> On Mar 26, 2025, at 13:24, Robert Elz <k...@munnari.oz.au> wrote:
>
> You're totally misunderstanding the problem. The tzcode part is almost
> 100% irrelevant in all of this, updates to that are rarely all that
> important, and no-one much cares when downstream distributions incorporate
> them, typically there is a delay of several years between when some new
> feature there is added, and when it might start being used.
I mentioned it only because it's not uncommon for release-related timing to be
complicated by data cohabitating with code. It's great if that's not an issue
for tzdb, as it definitely has been an issue for other, perhaps more
complicated projects. By asking that question, I was fishing for the historical
perspective that Paul provided, not making an assertion.
> | But I'm of the opinion that the decision of whether to accumulate
> | changes or release them immediately as updates/patches should rest
> | with those consumers.
>
> It is all in publicly available git as I understand it, anyone able and
> willing to use git (which excludes me, I hate it) can fetch and update
> any time they want to. Few do.
Putting my OS package maintainer hat back on, I can offer up a few reasons that
can explain why few pull in updates external to any official tzdb release.
First, more effort and attention must be paid to track and maintain such
out-of-release (OOR) changes and these OOR changes must be periodically
reconciled. In some orgs, releasing packages with OOR changes can be harder to
justify, take a longer approval track to implement, allot testing time, and
release. In the case of tzdb, the process tends to get a lot smoother once the
production of a patch is predicated on a tangible versioned release from
upstream.
Taking in OOR changes also introduces a situation of version mismatch with
upstream. For example, if I ship tzdb 1234a in my OS, and a country commits to
a timezone change following that the release of 1234a, I have two options:
1. I can immediately pull in the new tzdb change from git and add it to my
product's existing 1234a code, essentially creating a "1234a+" release of my
own. I then run that through approvals, testing, and release; getting it into
the hands of downstream customers and users as an update.

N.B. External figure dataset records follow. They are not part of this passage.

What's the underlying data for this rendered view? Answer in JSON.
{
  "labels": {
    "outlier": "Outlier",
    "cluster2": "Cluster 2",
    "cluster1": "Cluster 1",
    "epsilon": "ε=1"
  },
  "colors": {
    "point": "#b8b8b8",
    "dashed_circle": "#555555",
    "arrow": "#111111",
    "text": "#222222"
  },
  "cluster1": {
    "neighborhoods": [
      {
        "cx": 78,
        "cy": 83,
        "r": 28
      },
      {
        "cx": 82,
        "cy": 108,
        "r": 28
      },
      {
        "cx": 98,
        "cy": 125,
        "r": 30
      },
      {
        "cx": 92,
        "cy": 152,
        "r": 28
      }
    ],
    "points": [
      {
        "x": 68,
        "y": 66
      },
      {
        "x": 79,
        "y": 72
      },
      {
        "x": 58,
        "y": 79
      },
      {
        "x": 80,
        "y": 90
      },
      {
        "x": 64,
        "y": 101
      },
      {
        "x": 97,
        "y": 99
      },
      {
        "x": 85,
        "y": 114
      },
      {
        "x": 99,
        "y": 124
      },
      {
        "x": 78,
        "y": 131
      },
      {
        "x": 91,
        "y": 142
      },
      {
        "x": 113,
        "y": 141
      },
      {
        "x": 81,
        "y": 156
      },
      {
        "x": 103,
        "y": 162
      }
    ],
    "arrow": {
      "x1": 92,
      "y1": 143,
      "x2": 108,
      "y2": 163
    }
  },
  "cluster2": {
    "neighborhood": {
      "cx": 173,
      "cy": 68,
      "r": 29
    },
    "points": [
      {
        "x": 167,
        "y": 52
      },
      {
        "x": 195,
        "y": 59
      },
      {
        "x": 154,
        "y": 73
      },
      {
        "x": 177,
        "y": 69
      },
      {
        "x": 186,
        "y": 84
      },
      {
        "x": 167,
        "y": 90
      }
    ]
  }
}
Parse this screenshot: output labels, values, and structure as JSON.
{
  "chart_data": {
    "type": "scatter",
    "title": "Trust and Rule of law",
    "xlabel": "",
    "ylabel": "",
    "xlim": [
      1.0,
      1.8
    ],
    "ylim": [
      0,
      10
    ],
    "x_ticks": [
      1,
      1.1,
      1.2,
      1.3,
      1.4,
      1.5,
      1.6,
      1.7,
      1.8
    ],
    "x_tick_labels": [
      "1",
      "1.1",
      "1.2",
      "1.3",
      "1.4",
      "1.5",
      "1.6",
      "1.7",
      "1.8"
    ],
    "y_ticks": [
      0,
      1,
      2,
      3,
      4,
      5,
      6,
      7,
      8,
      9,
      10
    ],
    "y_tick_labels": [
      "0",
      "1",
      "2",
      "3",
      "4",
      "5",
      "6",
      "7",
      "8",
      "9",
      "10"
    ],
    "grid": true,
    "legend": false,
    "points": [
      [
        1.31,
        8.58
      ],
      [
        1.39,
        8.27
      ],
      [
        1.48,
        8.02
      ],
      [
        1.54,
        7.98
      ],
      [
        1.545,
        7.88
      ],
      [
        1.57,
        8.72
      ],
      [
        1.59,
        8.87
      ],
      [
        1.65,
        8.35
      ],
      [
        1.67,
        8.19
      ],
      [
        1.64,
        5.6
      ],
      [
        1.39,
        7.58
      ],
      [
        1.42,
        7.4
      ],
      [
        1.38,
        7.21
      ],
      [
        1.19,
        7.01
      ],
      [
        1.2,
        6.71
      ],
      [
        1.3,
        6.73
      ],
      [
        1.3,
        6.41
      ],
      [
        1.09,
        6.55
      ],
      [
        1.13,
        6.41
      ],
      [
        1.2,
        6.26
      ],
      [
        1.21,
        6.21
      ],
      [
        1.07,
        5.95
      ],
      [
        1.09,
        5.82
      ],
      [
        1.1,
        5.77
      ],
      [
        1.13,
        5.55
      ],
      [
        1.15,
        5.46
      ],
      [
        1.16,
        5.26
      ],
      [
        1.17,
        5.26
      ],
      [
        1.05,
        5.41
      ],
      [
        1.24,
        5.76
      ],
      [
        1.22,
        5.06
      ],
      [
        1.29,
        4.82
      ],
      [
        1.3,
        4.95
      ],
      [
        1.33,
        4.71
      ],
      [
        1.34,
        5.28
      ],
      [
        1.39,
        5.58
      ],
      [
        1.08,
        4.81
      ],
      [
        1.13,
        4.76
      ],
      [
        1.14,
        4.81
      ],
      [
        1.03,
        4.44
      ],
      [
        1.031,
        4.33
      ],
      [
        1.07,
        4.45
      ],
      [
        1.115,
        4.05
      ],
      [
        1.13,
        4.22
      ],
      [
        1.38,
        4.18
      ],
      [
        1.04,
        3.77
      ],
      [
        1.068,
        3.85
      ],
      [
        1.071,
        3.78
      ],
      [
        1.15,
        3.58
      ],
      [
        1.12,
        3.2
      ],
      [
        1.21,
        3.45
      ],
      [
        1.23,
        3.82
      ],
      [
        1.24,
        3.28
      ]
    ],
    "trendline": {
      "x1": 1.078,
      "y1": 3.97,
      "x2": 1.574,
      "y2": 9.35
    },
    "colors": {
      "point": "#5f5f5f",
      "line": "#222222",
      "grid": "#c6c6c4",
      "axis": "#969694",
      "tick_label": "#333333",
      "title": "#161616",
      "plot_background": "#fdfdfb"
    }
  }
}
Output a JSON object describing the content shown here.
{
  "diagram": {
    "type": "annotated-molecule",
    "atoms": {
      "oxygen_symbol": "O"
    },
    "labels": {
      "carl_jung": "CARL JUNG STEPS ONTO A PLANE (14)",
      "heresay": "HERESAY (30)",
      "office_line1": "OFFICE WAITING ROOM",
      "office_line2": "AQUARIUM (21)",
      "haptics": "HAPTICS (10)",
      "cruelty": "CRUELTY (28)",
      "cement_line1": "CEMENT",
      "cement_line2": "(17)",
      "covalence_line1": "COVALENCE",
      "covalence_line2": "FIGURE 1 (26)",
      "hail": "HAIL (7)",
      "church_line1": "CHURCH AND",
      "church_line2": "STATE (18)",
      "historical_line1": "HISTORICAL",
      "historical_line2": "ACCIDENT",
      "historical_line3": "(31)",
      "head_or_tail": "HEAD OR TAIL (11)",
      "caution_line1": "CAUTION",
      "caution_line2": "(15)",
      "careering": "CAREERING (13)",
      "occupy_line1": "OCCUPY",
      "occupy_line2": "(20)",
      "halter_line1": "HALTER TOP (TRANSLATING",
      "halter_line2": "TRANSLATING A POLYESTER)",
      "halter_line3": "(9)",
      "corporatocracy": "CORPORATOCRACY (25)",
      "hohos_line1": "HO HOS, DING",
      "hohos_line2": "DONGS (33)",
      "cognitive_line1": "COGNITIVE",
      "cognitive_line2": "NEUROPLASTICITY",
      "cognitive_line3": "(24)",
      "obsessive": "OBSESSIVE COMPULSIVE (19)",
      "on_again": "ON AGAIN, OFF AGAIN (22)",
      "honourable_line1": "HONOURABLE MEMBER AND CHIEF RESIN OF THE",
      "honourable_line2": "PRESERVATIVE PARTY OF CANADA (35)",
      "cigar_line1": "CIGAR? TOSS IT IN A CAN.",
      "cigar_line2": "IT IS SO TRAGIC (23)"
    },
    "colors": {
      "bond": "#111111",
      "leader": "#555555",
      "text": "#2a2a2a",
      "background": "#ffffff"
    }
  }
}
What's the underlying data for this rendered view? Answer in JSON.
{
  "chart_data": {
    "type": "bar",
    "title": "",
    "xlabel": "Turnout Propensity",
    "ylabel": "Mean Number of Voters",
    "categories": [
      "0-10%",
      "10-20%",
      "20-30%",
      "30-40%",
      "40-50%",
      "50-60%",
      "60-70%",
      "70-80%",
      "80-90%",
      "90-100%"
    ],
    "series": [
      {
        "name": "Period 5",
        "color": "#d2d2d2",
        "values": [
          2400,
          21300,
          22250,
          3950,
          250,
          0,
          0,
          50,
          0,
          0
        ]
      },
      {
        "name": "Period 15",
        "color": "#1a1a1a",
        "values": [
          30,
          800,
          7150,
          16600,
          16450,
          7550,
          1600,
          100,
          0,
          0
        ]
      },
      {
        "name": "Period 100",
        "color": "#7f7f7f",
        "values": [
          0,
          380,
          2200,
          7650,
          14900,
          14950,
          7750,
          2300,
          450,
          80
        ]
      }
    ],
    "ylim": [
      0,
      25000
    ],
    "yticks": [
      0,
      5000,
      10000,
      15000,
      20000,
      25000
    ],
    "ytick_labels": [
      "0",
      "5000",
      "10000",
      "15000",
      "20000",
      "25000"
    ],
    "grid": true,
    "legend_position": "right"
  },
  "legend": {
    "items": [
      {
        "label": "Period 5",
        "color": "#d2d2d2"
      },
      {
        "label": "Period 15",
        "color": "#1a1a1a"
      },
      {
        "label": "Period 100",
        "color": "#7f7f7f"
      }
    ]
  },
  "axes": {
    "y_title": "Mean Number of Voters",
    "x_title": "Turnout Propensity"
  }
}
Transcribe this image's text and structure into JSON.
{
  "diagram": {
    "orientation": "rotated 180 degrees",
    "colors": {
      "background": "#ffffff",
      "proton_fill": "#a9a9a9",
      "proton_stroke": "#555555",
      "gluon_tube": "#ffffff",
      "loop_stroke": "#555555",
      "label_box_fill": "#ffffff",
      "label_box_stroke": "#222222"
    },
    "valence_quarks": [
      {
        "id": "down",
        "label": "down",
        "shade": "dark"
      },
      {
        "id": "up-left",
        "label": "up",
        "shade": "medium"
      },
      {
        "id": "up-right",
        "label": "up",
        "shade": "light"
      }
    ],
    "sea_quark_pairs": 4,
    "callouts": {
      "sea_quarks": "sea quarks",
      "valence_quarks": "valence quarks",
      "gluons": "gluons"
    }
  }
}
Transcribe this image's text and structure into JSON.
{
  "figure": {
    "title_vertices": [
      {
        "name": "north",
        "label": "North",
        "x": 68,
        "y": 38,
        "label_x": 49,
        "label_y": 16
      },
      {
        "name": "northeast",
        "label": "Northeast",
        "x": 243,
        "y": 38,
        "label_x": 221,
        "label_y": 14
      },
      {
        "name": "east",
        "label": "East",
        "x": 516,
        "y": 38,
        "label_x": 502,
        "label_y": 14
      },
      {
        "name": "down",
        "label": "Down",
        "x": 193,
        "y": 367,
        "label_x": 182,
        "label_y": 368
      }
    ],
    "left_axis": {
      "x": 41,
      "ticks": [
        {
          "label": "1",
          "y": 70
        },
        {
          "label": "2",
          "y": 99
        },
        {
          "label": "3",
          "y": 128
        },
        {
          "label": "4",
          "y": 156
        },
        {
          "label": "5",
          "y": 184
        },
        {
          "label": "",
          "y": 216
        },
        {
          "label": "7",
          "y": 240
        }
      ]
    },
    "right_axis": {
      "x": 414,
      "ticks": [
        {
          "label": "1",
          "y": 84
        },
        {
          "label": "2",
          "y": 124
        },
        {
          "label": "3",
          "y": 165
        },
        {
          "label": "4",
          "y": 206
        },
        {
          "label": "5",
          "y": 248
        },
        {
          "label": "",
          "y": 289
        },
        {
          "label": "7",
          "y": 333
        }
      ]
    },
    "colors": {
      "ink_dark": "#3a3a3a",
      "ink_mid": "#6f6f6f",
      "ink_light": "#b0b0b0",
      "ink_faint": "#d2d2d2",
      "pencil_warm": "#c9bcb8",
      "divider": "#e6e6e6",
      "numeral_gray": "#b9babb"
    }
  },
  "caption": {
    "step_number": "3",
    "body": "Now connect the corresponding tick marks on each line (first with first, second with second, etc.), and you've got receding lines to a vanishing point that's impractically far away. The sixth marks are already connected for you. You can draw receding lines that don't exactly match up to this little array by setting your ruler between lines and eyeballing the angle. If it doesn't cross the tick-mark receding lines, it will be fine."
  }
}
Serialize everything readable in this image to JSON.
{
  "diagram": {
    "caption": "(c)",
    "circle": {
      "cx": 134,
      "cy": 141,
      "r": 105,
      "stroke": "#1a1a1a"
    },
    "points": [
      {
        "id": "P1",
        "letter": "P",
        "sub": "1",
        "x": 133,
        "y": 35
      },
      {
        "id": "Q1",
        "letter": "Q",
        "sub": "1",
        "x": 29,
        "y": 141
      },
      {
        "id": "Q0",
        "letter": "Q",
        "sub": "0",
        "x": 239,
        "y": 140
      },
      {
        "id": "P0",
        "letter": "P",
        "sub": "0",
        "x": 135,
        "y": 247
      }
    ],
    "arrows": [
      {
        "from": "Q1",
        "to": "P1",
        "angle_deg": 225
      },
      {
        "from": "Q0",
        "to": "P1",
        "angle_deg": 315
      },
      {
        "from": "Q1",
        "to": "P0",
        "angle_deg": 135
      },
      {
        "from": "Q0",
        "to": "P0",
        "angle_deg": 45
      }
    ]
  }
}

2. Wait, for a possibly unknown amount of time, until 1234b is released. The
only delta between 1234b and 1234a may be just that one timezone change. I
would then issue an update versioned as 1234b.
The problem with (1) is that I've put myself into a package management
quandary. When 1234b comes out, it may be functionally indistinguishable from
what I've created on my own, yet the versions will be mismatched due to my
creation being based on 1234a + an OOR change. My more astute customers/users,
especially ones in any area affected by the tzdb change, will see that I'm
shipping "1234a", not the "1234b" that (officially) has their timezone's
changes in it. This will introduce doubts that I must then make an effort to
explain. When 1234b arrives, do I issue another patch that, essentially,
changes nothing but can cause operational disruption? Or, do I true it all up
when a presumed 1234c arrives, whenever that might happen?
The problem with (2) is the 1234b release, which would have the desired change,
may come later than it could have. This shortens the amount of time available
to integrate, test, and produce an update, and for users to plan out the
patching of their systems. Despite not being in total control of how much lead
time there is between a decree and when it comes into effect, as much time as
possible is always, always appreciated.
Overall, I think life would be simpler if tzdb were rev'd as soon as a timezone
change is known about, verified, and the relevant zone files updated in
accordance with section 3 of BCP 175/RFC 6557. Months-long wait times so that
any additional unrelated changes can be accumulated shouldn't really be a
thing; it penalizes an entity who has already made their own decisions.
Downstream consumers can choose to skip a release or not. Because it would be a
proper release that's tagged, has a proper change log and announcement, the
reference is not just some git commit hash. In the end, users can make the
final decision whether to apply an update based on information that's traceable
back to the very source.
In fact, delaying a tzdb release to accumulate unrelated timezone changes could
give the wrong impression to the general public, as there is now the
/appearance/ of some countries or locales having a different priority than
others. I know that isn't the case at all, but the impression would be
understandable and the tzdb team would be in a position of having to explain
something that is kind of arbitrary in nature to folks who probably don't care
for such details. The worst case would be if one country's updates are delayed
being officially published due to another country's tz change decision being
awaited, and those two countries happen to not be on the best of terms.
Improbable, but not impossible, and easily avoidable. Failure of a government
entity to notify IANA, and people here often resorting to scouring the news for
timezone changes, is much more defensible reason for a late update. But, once
we're aware of it and it's verified as fact, then I think it's definitely on
"us" to get the change published, not just queued up for whenever.
Historical corrections/additions to the database can /probably/ have a more lax
approach and be accumulated for the next release, perhaps with a timeout that
triggers a release if something more pressing doesn't induce one first. Same
with tooling/code changes short of a major bug that must be corrected.